Recognition for Excellence Handbook - Cooperation
Cooperation Overview
Many falsely believe that the United States was built on competition. From coast to coast, graveyards are filled with tombstones from the early settlers who tried to go it alone and failed. American history has many examples of people working together cooperatively to establish our country. Examples include beginning colonies, wagon train pioneers, the Underground Railroad, the Cooperative Extension Service, total quality circles, and today’s community coalitions that are reclaiming their neighborhoods from crime.
Cooperation is also highly valued in other cultures. From the kibbutz in Israel to the Mixtecans of Mexico, cooperation is prized and competition is mostly avoided. Cultures in which competition is virtually unknown include the North American Zuni and Iroquois and the Bathonga in South Africa.

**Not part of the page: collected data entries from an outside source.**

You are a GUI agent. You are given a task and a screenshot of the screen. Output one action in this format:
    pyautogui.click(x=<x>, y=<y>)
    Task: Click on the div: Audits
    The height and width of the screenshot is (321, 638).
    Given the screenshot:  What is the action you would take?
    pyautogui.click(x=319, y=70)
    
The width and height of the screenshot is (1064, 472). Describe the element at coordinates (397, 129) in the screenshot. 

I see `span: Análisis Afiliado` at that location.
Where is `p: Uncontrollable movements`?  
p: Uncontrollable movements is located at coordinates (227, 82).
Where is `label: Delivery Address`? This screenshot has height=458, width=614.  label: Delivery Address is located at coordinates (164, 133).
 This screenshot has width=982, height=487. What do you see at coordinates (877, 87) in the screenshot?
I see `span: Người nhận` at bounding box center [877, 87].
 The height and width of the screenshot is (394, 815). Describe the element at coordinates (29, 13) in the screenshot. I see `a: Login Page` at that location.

From its early beginnings, 4-H has encouraged young people to work together to learn. Today, cooperation is receiving added emphasis as an appropriate teaching method to help young people develop life skills for today’s society.
Goal Structures
Public and private school educators have been advocating cooperative learning as a viable concept to enhance classroom instruction. To accomplish learning goals, a teacher organizes or structures learning experiences to achieve desired goals, i.e. they develop a goal structure. Teachers can structure their classroom in three ways:
- cooperatively,
- competitively,
- individualistically
David W. Johnson and Roger T. Johnson in their book, Learning Together and Alone (1994), identified cooperation as the appropriate goal structure for most instructional situations. They emphasize that the greatest need is for learners to be able to learn in a carefully planned cooperative goal structure that becomes the essential framework on which competitive and individualized learning is added.

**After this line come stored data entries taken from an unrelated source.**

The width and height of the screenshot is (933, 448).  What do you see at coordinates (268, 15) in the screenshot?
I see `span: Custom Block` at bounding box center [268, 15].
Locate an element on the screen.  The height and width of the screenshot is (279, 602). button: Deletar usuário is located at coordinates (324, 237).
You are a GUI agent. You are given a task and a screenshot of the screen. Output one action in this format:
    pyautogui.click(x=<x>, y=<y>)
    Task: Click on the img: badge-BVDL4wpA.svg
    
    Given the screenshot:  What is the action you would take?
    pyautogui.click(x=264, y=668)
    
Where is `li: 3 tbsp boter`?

They emphasized that successful learning experiences are first based on cooperation and only then competition may be introduced. Learning to work together, getting to know each other, sharing in successes, and developing collaborative skills are essential for ensuring that competition will produce positive results. Johnson and Johnson used 80 of their own research studies as well as data from 150 other research studies as a base for their highly regarded work.
Cooperative, competitive, and individualistic approaches to learning are appropriate depending upon the specific goals and objectives. Johnson and Johnson said, “We aren’t against competition (although the literature and research on competition are damaging to its reputation). We are against inappropriate competition…” To add, “inappropriate competition does not increase motivation – it skills it.” They support the idea that achievement is the product of many people working together regardless of how much it appears to be a singular effort. They also said, “The research clearly demonstrated that cooperation is more facilitative of motivated effort and achievement than is competition.”
Summary
Studies of nearly 200 youth, aged 8-10, concluded that, “Enhancement of self at the expense of others is learned in competitive environments; enhancement of self and others is learned in cooperative environments; and enhancement of self with neither enhancement nor abuse of others is learned in an individualistic learning environment. (Bryant)

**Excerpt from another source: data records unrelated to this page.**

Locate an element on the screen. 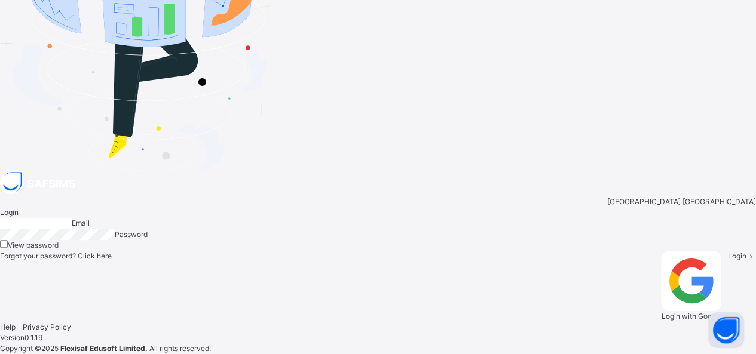  span: Click here is located at coordinates (94, 256).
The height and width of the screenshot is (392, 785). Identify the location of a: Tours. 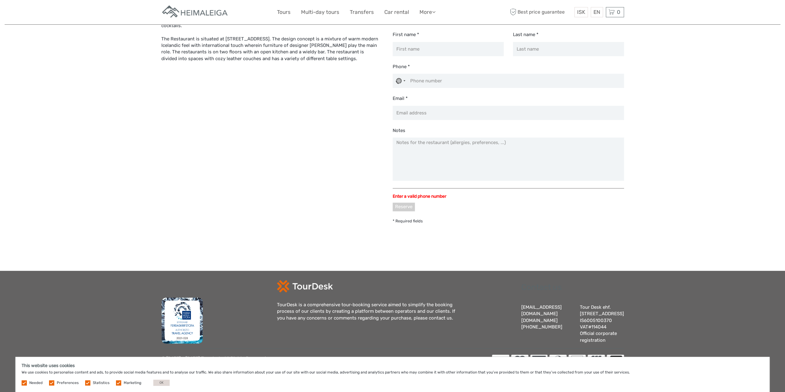
(284, 12).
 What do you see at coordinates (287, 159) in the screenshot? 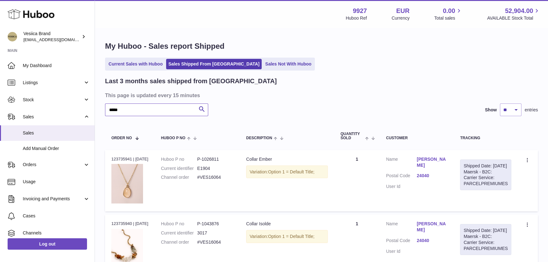
I see `div: Collar Ember` at bounding box center [287, 159].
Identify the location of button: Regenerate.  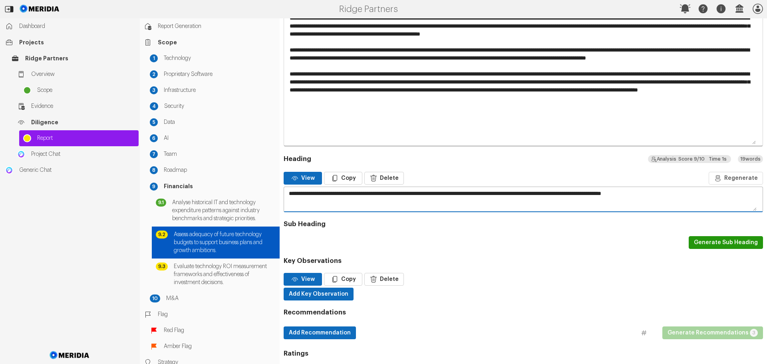
(736, 178).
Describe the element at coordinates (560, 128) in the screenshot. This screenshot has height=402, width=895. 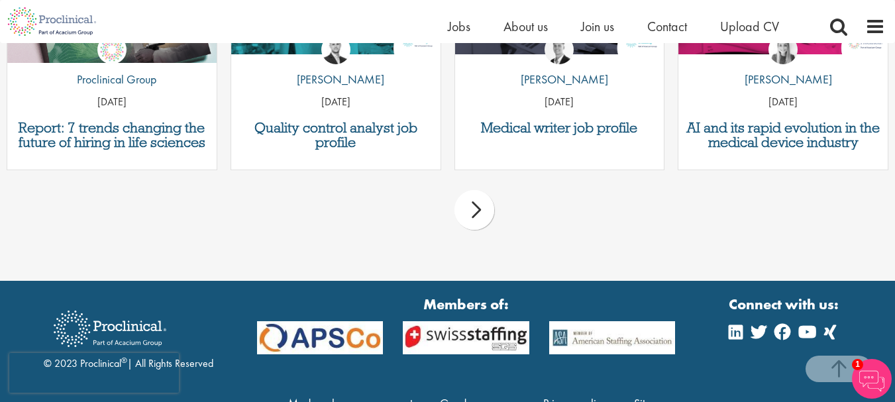
I see `a: Medical writer job profile` at that location.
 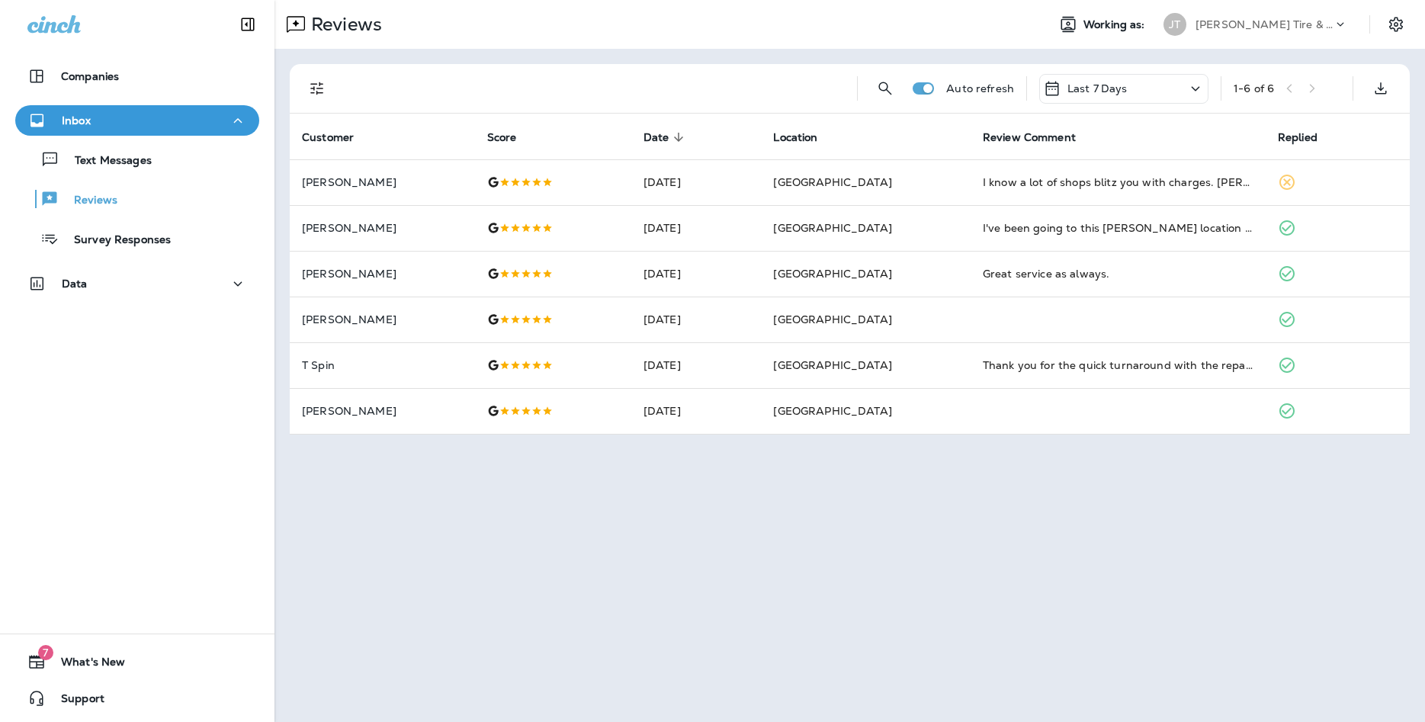 What do you see at coordinates (1118, 228) in the screenshot?
I see `div: I've been going to this Jensen location for 15 years and never had any issues. I bought tires fro...` at bounding box center [1118, 228].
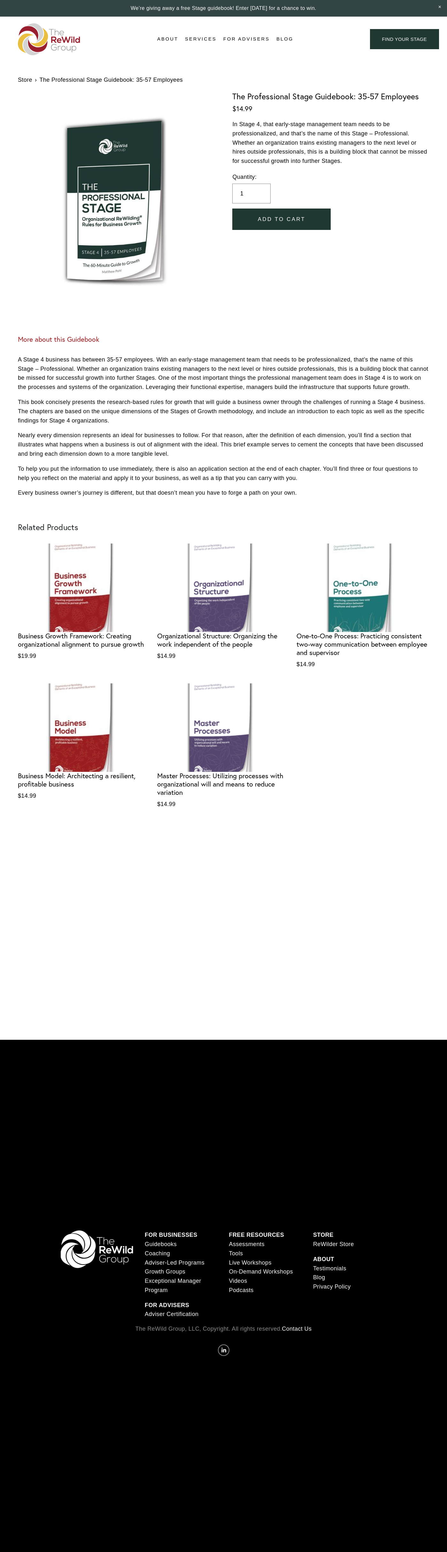 The height and width of the screenshot is (1552, 447). What do you see at coordinates (331, 177) in the screenshot?
I see `label: Quantity:` at bounding box center [331, 177].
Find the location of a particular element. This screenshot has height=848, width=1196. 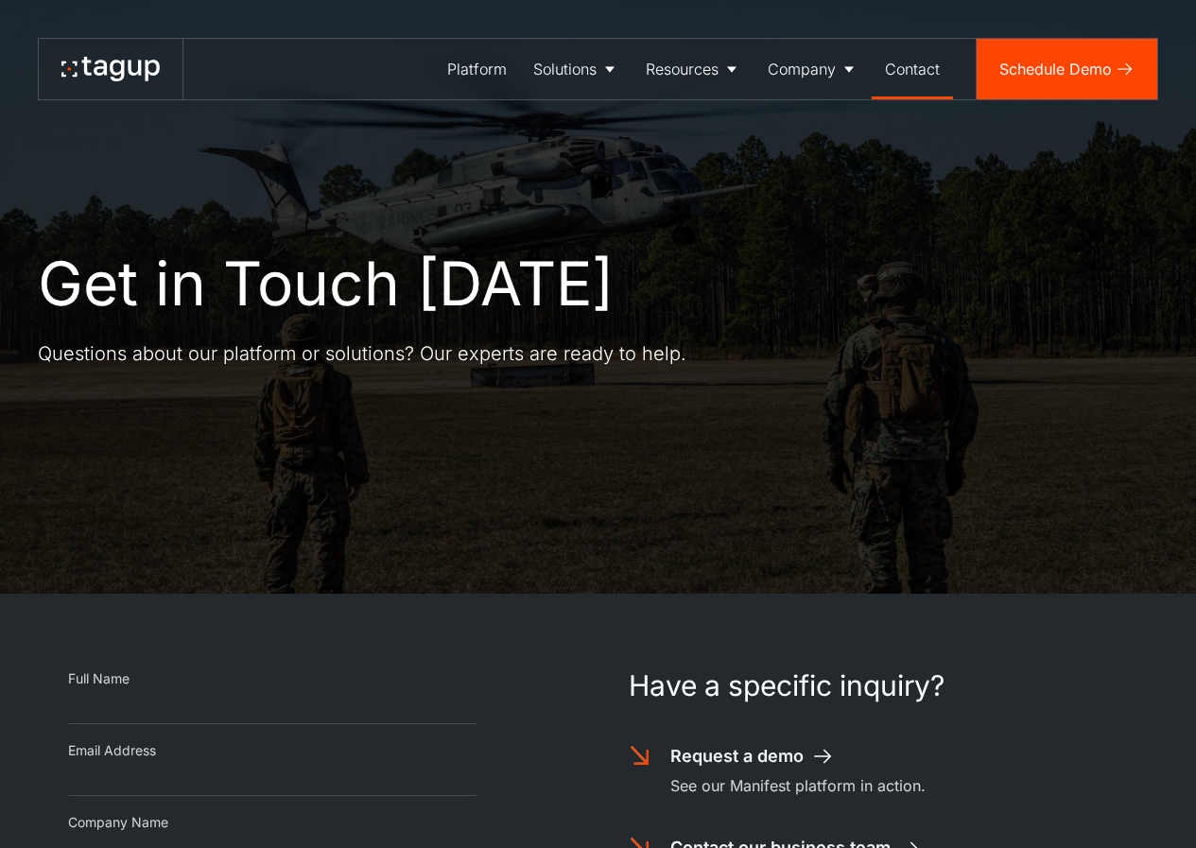

a: Resources is located at coordinates (693, 69).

In a summary of nearly 40 of Johnson and Johnson’s studies, it was fount that students in cooperative classrooms liked each other better; socialized during free time; had a higher regard for the school, subject matter studied, and teachers; and had more confidence in themselves (Kohn, ).
Sufficient evidence is available to identify the following conclusions for 4-H.
- The three goal structures, cooperative, competitive, and individualistic, offer a range of appropriate strategies for 4-H learning experiences.
- Learning experiences should first use cooperative goal structures before introducing competitive and individualistic learning activities.
Questions to Think About
- What is the ration of cooperative, competitive, and individual learning experiences
in 4-H? - How do you recognize excellence for learning cooperatively?
- What needs to be done to increase the use of cooperation in 4-H?